Literally, that’s not true. Elected officials have the freedom to talk about court cases, and defendants and prosecutors do it all the time. There is no law against this.
What Arnott really means is that he’s afraid to say something that could hurt the town’s legal case.
Municipal insurance companies have a big thumb on freedom of speech. So instead of transparency, we usually get silence based on a fear of liability.
BIKING IN COURTENAY
Here’s some good news: the City of Courtenay has received $227,655 from the provincial BikeBC program to expand its cycling network on both sides of the river. The grant amounts to about half of the cost of projects on Fitzgerald Avenue and the Hobson Neighborhood.
Courtenay is really pushing toward a cycle-friendly community.
For its next step, we humbly suggest some kind of infrastructure — overpasses?, physically separated lanes? — that would allow students of Vanier and Isfeld secondary schools to cycle more safety from their homes on the west side of the river.
LOGGING AND WATER TREATMENT
There is an excellent recent story in the online publication, The Narwhal, about how clearcut logging is driving a water crisis in some interior communities.
While the story focuses on the Okanagan region, there’s a similar story about logging in the Comox Lake Watershed, the drinking water source for most Comox Valley residents. And the results of this practice are similar.
Due to upstream logging, large quantities of sediment flow into Peachland Creek and eventually wash into Okanagan Lake. That has forced the town of Peachland to spend $24 million on a new water treatment plant to filter out the fine sediments, disinfect it with chlorine and ultraviolet light.

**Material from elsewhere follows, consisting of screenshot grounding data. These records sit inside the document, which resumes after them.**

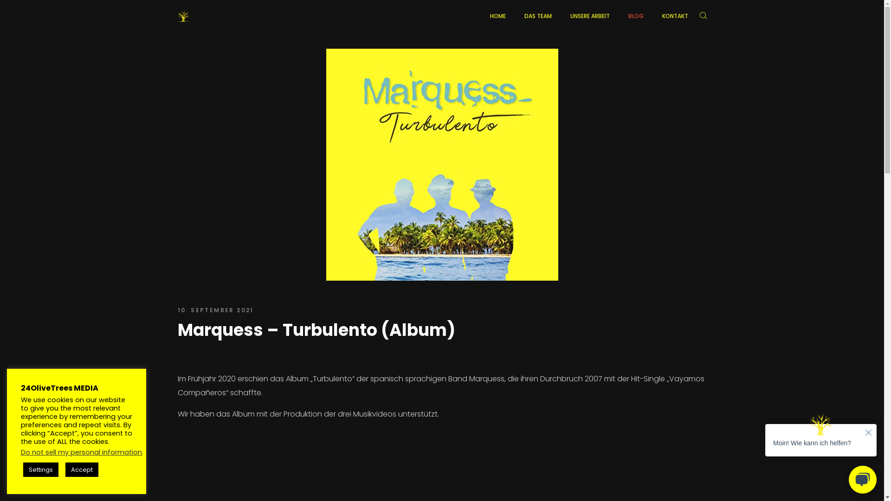  I want to click on UNSERE ARBEIT, so click(589, 16).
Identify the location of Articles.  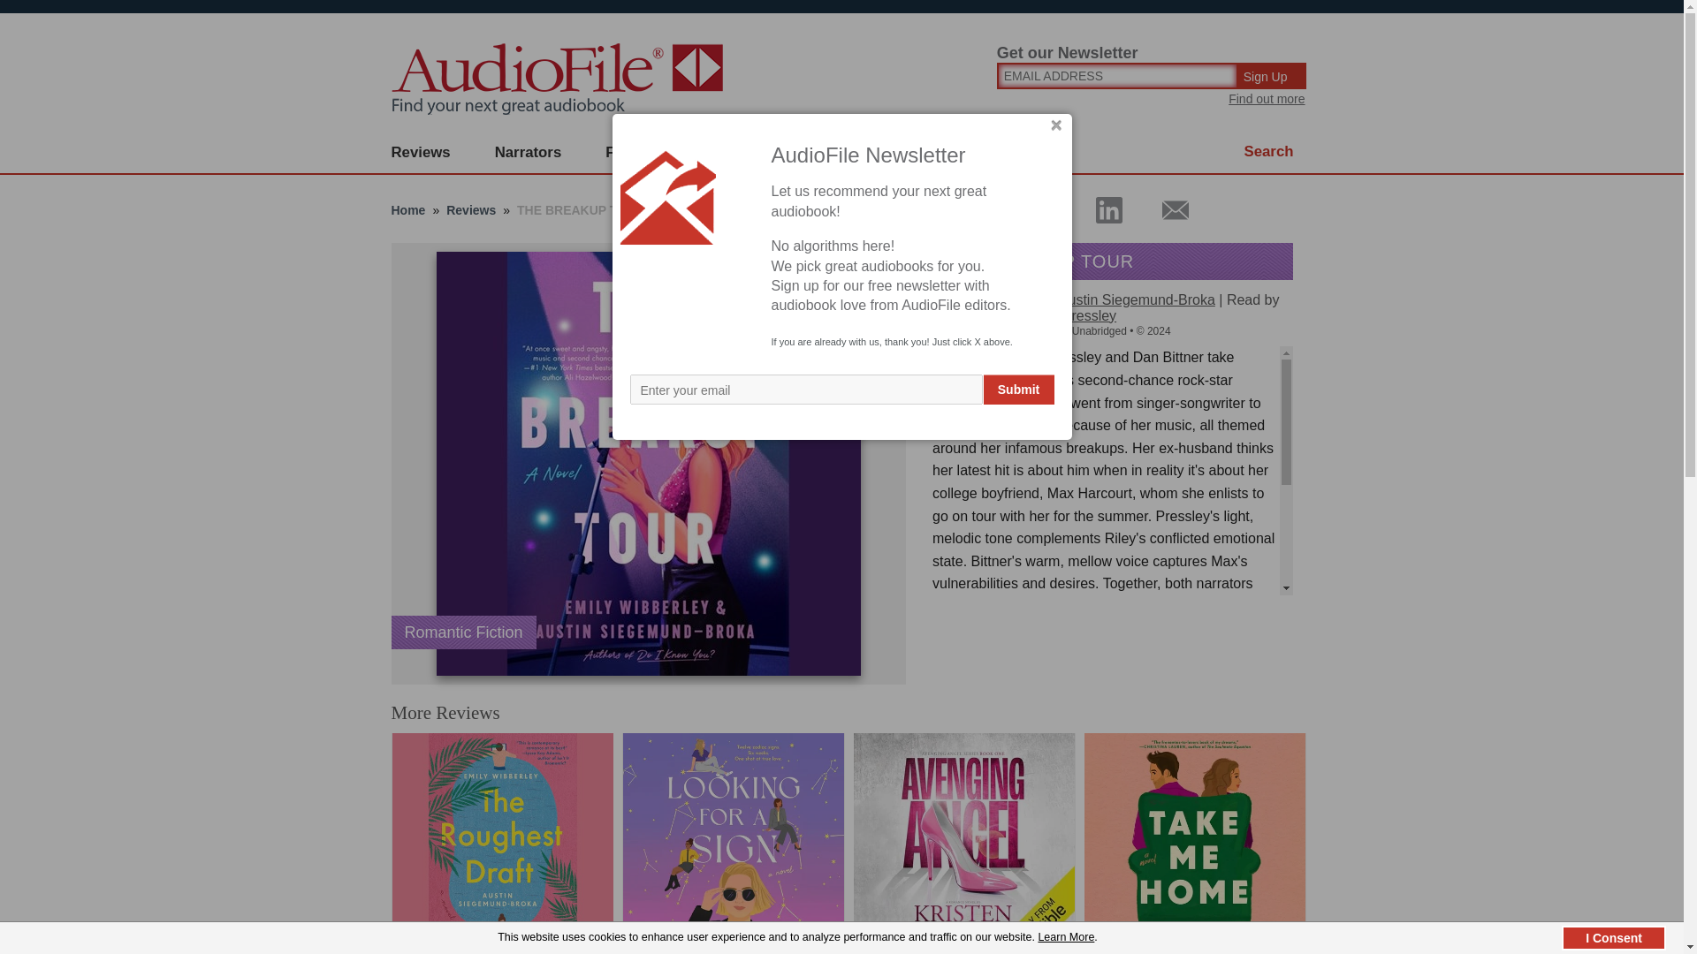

Sound familiar? That’s exactly what’s happening in the Comox Lake Watershed. Because the BC government allows logging in the watershed, sediment flows into all the little creeks and streams, and into the bigger rivers, such as the Cruikshank, causing turbidity.
The Comox Valley’s $110 million price tag for water treatment is more than four times higher than Peachland’s.
Why doesn’t the province only permit selective logging in watersheds? Why does the province prioritize logging over drinking water? And one wonders how much of the watershed the Comox Valley could have purchased for the cost of its water treatment plant.